The Politics of the Near offers a novel approach to social unrest in post-apartheid South Africa. Keeping the noise of demonstrations, barricades, and clashes with the police at a distance, this ethnography of a poor people’s movement traces individual commitments and the mainsprings of mobilization in the ordinary social and intimate life of activists, their relatives, and other township residents.
Tournadre’s approach picks up on aspects of activists lives that are often neglected in the study of social movements that help us better understand the dynamics of protest and the attachment of activists to their organization and its cause. What Tournadre calls a “politics of the near” takes shape, through sometimes innocuous actions and beyond the separation between public and domestic spheres.
By mapping the daily life of Black and low-income neighborhoods and the intimate domain where expectations and disappointments surface, The Politics of the Near offers a different perspective on the “rainbow nation”—a perspective more sensitive to the fact that, three decades after the end of apartheid, poverty and race are still as tightly interwoven as ever.
表中的内容
Introduction | 1
1 A South African City | 27
2 The Sense of Community | 46
Interlude 1: Football, Community, and Politics | 71
3 “We Are the People Who Stay with Them in the Township” | 75
4 “My Blood Is Still Here, in UPM” | 102
Interlude 2: What Really Matters | 121
5 “It Is Moral to Rebel” | 129
6 “We Do Not Discuss Politics” | 148
7 Leaders in the Communities | 174
Interlude 3: Breakups | 194
8 Lost in Transition? | 199
9 The Community, the Movement, and the “Outside World” | 228
10 “Yes, We Do the Same Thing” | 246
Epilogue | 263
Acknowledgments | 269
Notes | 271
Works Cited | 287
Index | 307
关于作者
Jérôme Tournadre is a research fellow at the French National Center for Scientific Research (CNRS). He is the author of A Turbulent South Africa: Post-Apartheid Social Protest.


EXERCISE
Omit the pictures, then reproduce every remaining record exactly.

RECORDS TO USE
================

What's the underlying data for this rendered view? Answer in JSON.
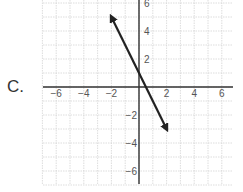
{
  "option_label": "C.",
  "chart_data": {
    "type": "line",
    "title": "",
    "xlabel": "",
    "ylabel": "",
    "xlim": [
      -7,
      7
    ],
    "ylim": [
      -7,
      6.3
    ],
    "grid": true,
    "grid_step": 1,
    "x_ticks": [
      -6,
      -4,
      -2,
      2,
      4,
      6
    ],
    "y_ticks": [
      6,
      4,
      2,
      -2,
      -4,
      -6
    ],
    "x_tick_labels": [
      "−6",
      "−4",
      "−2",
      "2",
      "4",
      "6"
    ],
    "y_tick_labels": [
      "6",
      "4",
      "2",
      "−2",
      "−4",
      "−6"
    ],
    "series": [
      {
        "name": "line",
        "equation": "y = -2x + 1",
        "slope": -2,
        "intercept": 1,
        "x": [
          -2,
          2
        ],
        "y": [
          5,
          -3
        ],
        "arrows": "both ends",
        "color": "#222222"
      }
    ]
  }
}
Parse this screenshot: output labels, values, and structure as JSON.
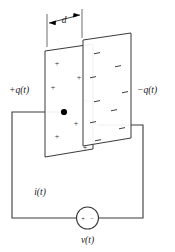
{
  "figure": {
    "labels": {
      "left_charge": "+q(t)",
      "right_charge": "−q(t)",
      "separation": "d",
      "current": "i(t)",
      "voltage": "v(t)"
    },
    "source": {
      "plus": "+",
      "minus": "−"
    },
    "plates": {
      "left": {
        "polarity": "positive",
        "sign_glyph": "+",
        "sign_count": 8,
        "signs": [
          {
            "x": 57,
            "y": 66
          },
          {
            "x": 79,
            "y": 80
          },
          {
            "x": 53,
            "y": 87
          },
          {
            "x": 89,
            "y": 101
          },
          {
            "x": 75,
            "y": 123
          },
          {
            "x": 57,
            "y": 135
          },
          {
            "x": 87,
            "y": 146
          },
          {
            "x": 63,
            "y": 112
          }
        ]
      },
      "right": {
        "polarity": "negative",
        "sign_glyph": "−",
        "sign_count": 9,
        "signs": [
          {
            "x": 97,
            "y": 53
          },
          {
            "x": 118,
            "y": 66
          },
          {
            "x": 93,
            "y": 76
          },
          {
            "x": 126,
            "y": 92
          },
          {
            "x": 97,
            "y": 100
          },
          {
            "x": 114,
            "y": 110
          },
          {
            "x": 93,
            "y": 122
          },
          {
            "x": 122,
            "y": 128
          },
          {
            "x": 98,
            "y": 146
          }
        ]
      }
    },
    "colors": {
      "line": "#3a3a3a",
      "text": "#1a1a1a",
      "background": "#ffffff"
    }
  }
}
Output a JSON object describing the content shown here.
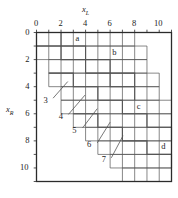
{
  "figure": {
    "type": "staircase-region-diagram",
    "background": "#ffffff",
    "line_color": "#555555",
    "border_color": "#2b2b2b",
    "text_color": "#1c1c1c"
  },
  "axes": {
    "x": {
      "name": "x",
      "subscript": "L",
      "position": "top",
      "min": 0,
      "max": 11,
      "tick_labels": [
        "0",
        "2",
        "4",
        "6",
        "8",
        "10"
      ],
      "tick_values": [
        0,
        2,
        4,
        6,
        8,
        10
      ],
      "minor_step": 1
    },
    "y": {
      "name": "x",
      "subscript": "R",
      "position": "left",
      "min": 0,
      "max": 11,
      "tick_labels": [
        "0",
        "2",
        "4",
        "6",
        "8",
        "10"
      ],
      "tick_values": [
        0,
        2,
        4,
        6,
        8,
        10
      ],
      "minor_step": 1
    }
  },
  "region_labels": [
    {
      "text": "a",
      "x": 3.35,
      "y": 0.45
    },
    {
      "text": "b",
      "x": 6.35,
      "y": 1.45
    },
    {
      "text": "c",
      "x": 8.35,
      "y": 5.45
    },
    {
      "text": "d",
      "x": 10.35,
      "y": 8.45
    }
  ],
  "leader_labels": [
    {
      "text": "3",
      "x": 0.75,
      "y": 5.0
    },
    {
      "text": "4",
      "x": 2.0,
      "y": 6.2
    },
    {
      "text": "5",
      "x": 3.1,
      "y": 7.2
    },
    {
      "text": "6",
      "x": 4.3,
      "y": 8.3
    },
    {
      "text": "7",
      "x": 5.5,
      "y": 9.4
    }
  ],
  "chart_data": {
    "type": "table",
    "title": "",
    "xlabel": "x_L",
    "ylabel": "x_R",
    "xlim": [
      0,
      11
    ],
    "ylim": [
      0,
      11
    ],
    "grid": true,
    "note": "Nested staircase boundaries; each band is one unit wide and descends one step per unit.",
    "staircases": [
      {
        "name": "a",
        "start_x": 0,
        "start_y": 0,
        "end_x": 8,
        "end_y": 4,
        "steps": 4
      },
      {
        "name": "b",
        "start_x": 0,
        "start_y": 1,
        "end_x": 9,
        "end_y": 5,
        "steps": 4
      },
      {
        "name": "c",
        "start_x": 1,
        "start_y": 3,
        "end_x": 10,
        "end_y": 8,
        "steps": 5
      },
      {
        "name": "d",
        "start_x": 3,
        "start_y": 6,
        "end_x": 11,
        "end_y": 11,
        "steps": 5
      }
    ]
  }
}
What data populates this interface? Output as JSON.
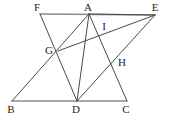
{
  "figure": {
    "width": 171,
    "height": 118,
    "background": "#ffffff",
    "stroke_dark": "#4a4a4a",
    "stroke_light": "#8c8c8c",
    "label_color": "#231f20"
  },
  "points": {
    "F": {
      "label": "F",
      "x": 40,
      "y": 14,
      "lx": 37,
      "ly": 7
    },
    "A": {
      "label": "A",
      "x": 89,
      "y": 14,
      "lx": 88,
      "ly": 7
    },
    "E": {
      "label": "E",
      "x": 155,
      "y": 15,
      "lx": 155,
      "ly": 7
    },
    "G": {
      "label": "G",
      "x": 58,
      "y": 51,
      "lx": 49,
      "ly": 50
    },
    "I": {
      "label": "I",
      "x": 103,
      "y": 32,
      "lx": 104,
      "ly": 26
    },
    "H": {
      "label": "H",
      "x": 114,
      "y": 60,
      "lx": 122,
      "ly": 62
    },
    "B": {
      "label": "B",
      "x": 12,
      "y": 101,
      "lx": 11,
      "ly": 109
    },
    "D": {
      "label": "D",
      "x": 77,
      "y": 101,
      "lx": 76,
      "ly": 109
    },
    "C": {
      "label": "C",
      "x": 127,
      "y": 101,
      "lx": 126,
      "ly": 109
    }
  },
  "segments": [
    {
      "name": "segment-FE",
      "from": "F",
      "to": "E",
      "style": "light"
    },
    {
      "name": "segment-BC",
      "from": "B",
      "to": "C",
      "style": "light"
    },
    {
      "name": "segment-FD",
      "from": "F",
      "to": "D",
      "style": "dark"
    },
    {
      "name": "segment-AD",
      "from": "A",
      "to": "D",
      "style": "dark"
    },
    {
      "name": "segment-AC",
      "from": "A",
      "to": "C",
      "style": "dark"
    },
    {
      "name": "segment-AB",
      "from": "A",
      "to": "B",
      "style": "dark"
    },
    {
      "name": "segment-EG",
      "from": "E",
      "to": "G",
      "style": "dark"
    },
    {
      "name": "segment-ED",
      "from": "E",
      "to": "D",
      "style": "dark"
    },
    {
      "name": "segment-EA",
      "from": "E",
      "to": "A",
      "style": "dark"
    }
  ],
  "vertex_order": [
    "F",
    "A",
    "E",
    "G",
    "I",
    "H",
    "B",
    "D",
    "C"
  ]
}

================

SOLUTION TO THE PROBLEM
What's the underlying data for this rendered view? Answer in JSON.
{
  "option_label": "C.",
  "chart_data": {
    "type": "line",
    "title": "",
    "xlabel": "",
    "ylabel": "",
    "xlim": [
      -7,
      7
    ],
    "ylim": [
      -7,
      6.3
    ],
    "grid": true,
    "grid_step": 1,
    "x_ticks": [
      -6,
      -4,
      -2,
      2,
      4,
      6
    ],
    "y_ticks": [
      6,
      4,
      2,
      -2,
      -4,
      -6
    ],
    "x_tick_labels": [
      "−6",
      "−4",
      "−2",
      "2",
      "4",
      "6"
    ],
    "y_tick_labels": [
      "6",
      "4",
      "2",
      "−2",
      "−4",
      "−6"
    ],
    "series": [
      {
        "name": "line",
        "equation": "y = -2x + 1",
        "slope": -2,
        "intercept": 1,
        "x": [
          -2,
          2
        ],
        "y": [
          5,
          -3
        ],
        "arrows": "both ends",
        "color": "#222222"
      }
    ]
  }
}
Parse this screenshot: output labels, values, and structure as JSON.
{
  "figure": {
    "labels": {
      "left_charge": "+q(t)",
      "right_charge": "−q(t)",
      "separation": "d",
      "current": "i(t)",
      "voltage": "v(t)"
    },
    "source": {
      "plus": "+",
      "minus": "−"
    },
    "plates": {
      "left": {
        "polarity": "positive",
        "sign_glyph": "+",
        "sign_count": 8,
        "signs": [
          {
            "x": 57,
            "y": 66
          },
          {
            "x": 79,
            "y": 80
          },
          {
            "x": 53,
            "y": 87
          },
          {
            "x": 89,
            "y": 101
          },
          {
            "x": 75,
            "y": 123
          },
          {
            "x": 57,
            "y": 135
          },
          {
            "x": 87,
            "y": 146
          },
          {
            "x": 63,
            "y": 112
          }
        ]
      },
      "right": {
        "polarity": "negative",
        "sign_glyph": "−",
        "sign_count": 9,
        "signs": [
          {
            "x": 97,
            "y": 53
          },
          {
            "x": 118,
            "y": 66
          },
          {
            "x": 93,
            "y": 76
          },
          {
            "x": 126,
            "y": 92
          },
          {
            "x": 97,
            "y": 100
          },
          {
            "x": 114,
            "y": 110
          },
          {
            "x": 93,
            "y": 122
          },
          {
            "x": 122,
            "y": 128
          },
          {
            "x": 98,
            "y": 146
          }
        ]
      }
    },
    "colors": {
      "line": "#3a3a3a",
      "text": "#1a1a1a",
      "background": "#ffffff"
    }
  }
}
Output a JSON object describing the content shown here.
{
  "figure": {
    "type": "staircase-region-diagram",
    "background": "#ffffff",
    "line_color": "#555555",
    "border_color": "#2b2b2b",
    "text_color": "#1c1c1c"
  },
  "axes": {
    "x": {
      "name": "x",
      "subscript": "L",
      "position": "top",
      "min": 0,
      "max": 11,
      "tick_labels": [
        "0",
        "2",
        "4",
        "6",
        "8",
        "10"
      ],
      "tick_values": [
        0,
        2,
        4,
        6,
        8,
        10
      ],
      "minor_step": 1
    },
    "y": {
      "name": "x",
      "subscript": "R",
      "position": "left",
      "min": 0,
      "max": 11,
      "tick_labels": [
        "0",
        "2",
        "4",
        "6",
        "8",
        "10"
      ],
      "tick_values": [
        0,
        2,
        4,
        6,
        8,
        10
      ],
      "minor_step": 1
    }
  },
  "region_labels": [
    {
      "text": "a",
      "x": 3.35,
      "y": 0.45
    },
    {
      "text": "b",
      "x": 6.35,
      "y": 1.45
    },
    {
      "text": "c",
      "x": 8.35,
      "y": 5.45
    },
    {
      "text": "d",
      "x": 10.35,
      "y": 8.45
    }
  ],
  "leader_labels": [
    {
      "text": "3",
      "x": 0.75,
      "y": 5.0
    },
    {
      "text": "4",
      "x": 2.0,
      "y": 6.2
    },
    {
      "text": "5",
      "x": 3.1,
      "y": 7.2
    },
    {
      "text": "6",
      "x": 4.3,
      "y": 8.3
    },
    {
      "text": "7",
      "x": 5.5,
      "y": 9.4
    }
  ],
  "chart_data": {
    "type": "table",
    "title": "",
    "xlabel": "x_L",
    "ylabel": "x_R",
    "xlim": [
      0,
      11
    ],
    "ylim": [
      0,
      11
    ],
    "grid": true,
    "note": "Nested staircase boundaries; each band is one unit wide and descends one step per unit.",
    "staircases": [
      {
        "name": "a",
        "start_x": 0,
        "start_y": 0,
        "end_x": 8,
        "end_y": 4,
        "steps": 4
      },
      {
        "name": "b",
        "start_x": 0,
        "start_y": 1,
        "end_x": 9,
        "end_y": 5,
        "steps": 4
      },
      {
        "name": "c",
        "start_x": 1,
        "start_y": 3,
        "end_x": 10,
        "end_y": 8,
        "steps": 5
      },
      {
        "name": "d",
        "start_x": 3,
        "start_y": 6,
        "end_x": 11,
        "end_y": 11,
        "steps": 5
      }
    ]
  }
}
What data populates this interface? Output as JSON.
{
  "figure": {
    "width": 171,
    "height": 118,
    "background": "#ffffff",
    "stroke_dark": "#4a4a4a",
    "stroke_light": "#8c8c8c",
    "label_color": "#231f20"
  },
  "points": {
    "F": {
      "label": "F",
      "x": 40,
      "y": 14,
      "lx": 37,
      "ly": 7
    },
    "A": {
      "label": "A",
      "x": 89,
      "y": 14,
      "lx": 88,
      "ly": 7
    },
    "E": {
      "label": "E",
      "x": 155,
      "y": 15,
      "lx": 155,
      "ly": 7
    },
    "G": {
      "label": "G",
      "x": 58,
      "y": 51,
      "lx": 49,
      "ly": 50
    },
    "I": {
      "label": "I",
      "x": 103,
      "y": 32,
      "lx": 104,
      "ly": 26
    },
    "H": {
      "label": "H",
      "x": 114,
      "y": 60,
      "lx": 122,
      "ly": 62
    },
    "B": {
      "label": "B",
      "x": 12,
      "y": 101,
      "lx": 11,
      "ly": 109
    },
    "D": {
      "label": "D",
      "x": 77,
      "y": 101,
      "lx": 76,
      "ly": 109
    },
    "C": {
      "label": "C",
      "x": 127,
      "y": 101,
      "lx": 126,
      "ly": 109
    }
  },
  "segments": [
    {
      "name": "segment-FE",
      "from": "F",
      "to": "E",
      "style": "light"
    },
    {
      "name": "segment-BC",
      "from": "B",
      "to": "C",
      "style": "light"
    },
    {
      "name": "segment-FD",
      "from": "F",
      "to": "D",
      "style": "dark"
    },
    {
      "name": "segment-AD",
      "from": "A",
      "to": "D",
      "style": "dark"
    },
    {
      "name": "segment-AC",
      "from": "A",
      "to": "C",
      "style": "dark"
    },
    {
      "name": "segment-AB",
      "from": "A",
      "to": "B",
      "style": "dark"
    },
    {
      "name": "segment-EG",
      "from": "E",
      "to": "G",
      "style": "dark"
    },
    {
      "name": "segment-ED",
      "from": "E",
      "to": "D",
      "style": "dark"
    },
    {
      "name": "segment-EA",
      "from": "E",
      "to": "A",
      "style": "dark"
    }
  ],
  "vertex_order": [
    "F",
    "A",
    "E",
    "G",
    "I",
    "H",
    "B",
    "D",
    "C"
  ]
}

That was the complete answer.